The pattern keeps the bootstrap legible. Adding a new module is a one-line addition. Removing is a one-line deletion. Conditional inclusion (feature flags, user role, environment) is straightforward.

The next chapter (Chapter 55) develops the boundary system in detail — the declarative <kit-boundary> element, the programmatic runtime.attachBoundary API, the context-collection algorithm, the production patterns for boundary management in dynamic applications.

After Chapter 55, the chapters that follow cover the metadata protocol (Ch 56), events and commands (Ch 57), and diagnostics (Ch 58). Then Chapters 59 through 63 walk through five complete applications.

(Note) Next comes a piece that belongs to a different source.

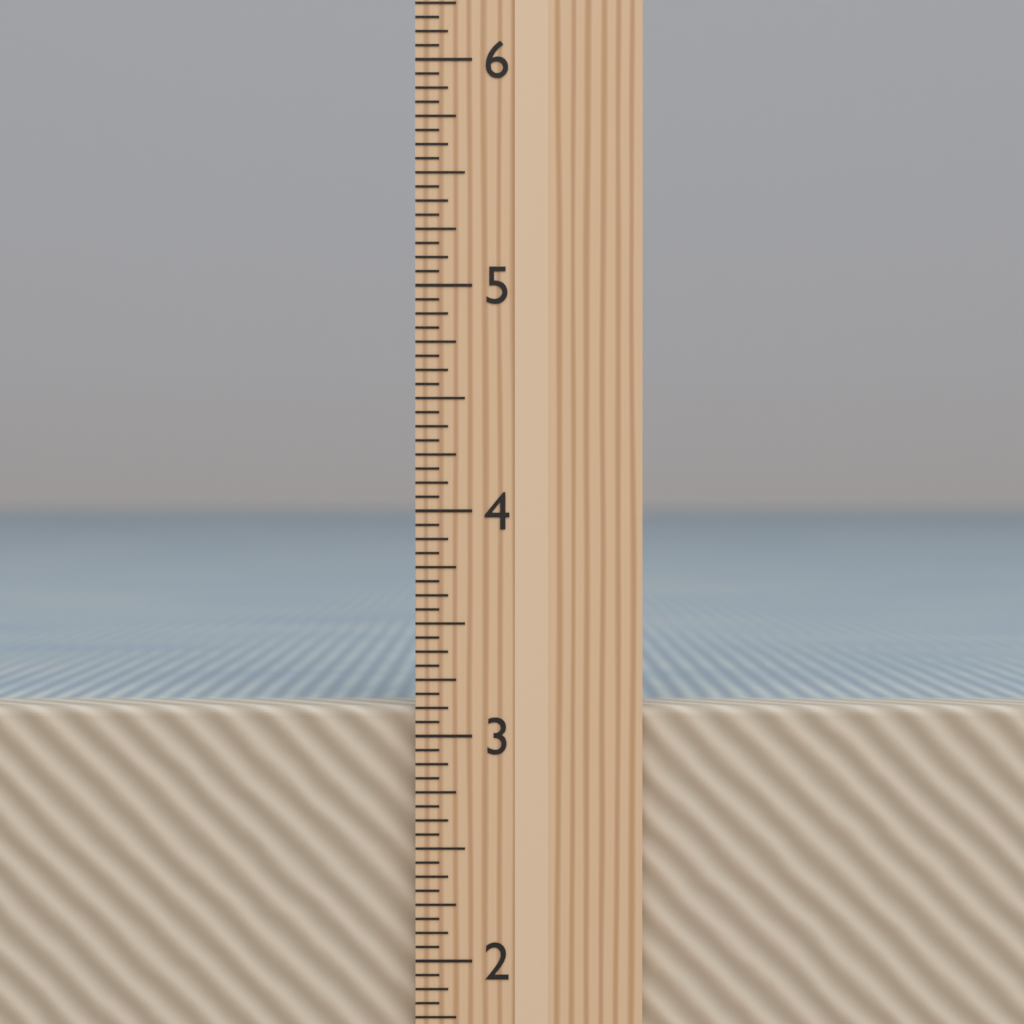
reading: 3.1250 in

Build a slow-handler sentinel — a module that observes the diagnostic stream and emits warnings when event handlers or command handlers take longer than a configured threshold.

The module:

  1. Subscribes to the runtime’s diagnostic stream.
  2. Tracks the time each handler takes (start to end).
  3. Emits runtime.slow_handler events when a handler exceeds the threshold.
  4. Records the threshold violations to a console log (or to an observability provider in production).

The module’s interface:

slowHandlerSentinel({
thresholdMs: 100,
onSlow: (info) => { /* report */ }
})

Then test it:

  1. Install the sentinel.
  2. Install a slow module (one that has a handler that sleeps for 200ms).
  3. Trigger an event the slow module observes.
  4. Verify the sentinel detects the slowness and emits a warning.

Reflect on:

  1. How does the sentinel pattern apply to other operational concerns? (Error rates, queue depth, memory usage.)
  2. Could a sentinel intervene — say, by uninstalling a misbehaving module? (Yes — the runtime exposes uninstall; sentinels can take action.)
  3. What’s the production cost of running a sentinel? (Small — observing the diagnostic stream is cheap; the work is per-entry.)

The exercise is a working production pattern. Real applications often have several sentinel modules — slow-handler detection, error-rate monitoring, security-policy enforcement, feature-flag debugging. Each is a small module in the architecture’s vocabulary. The composition produces a system that monitors itself.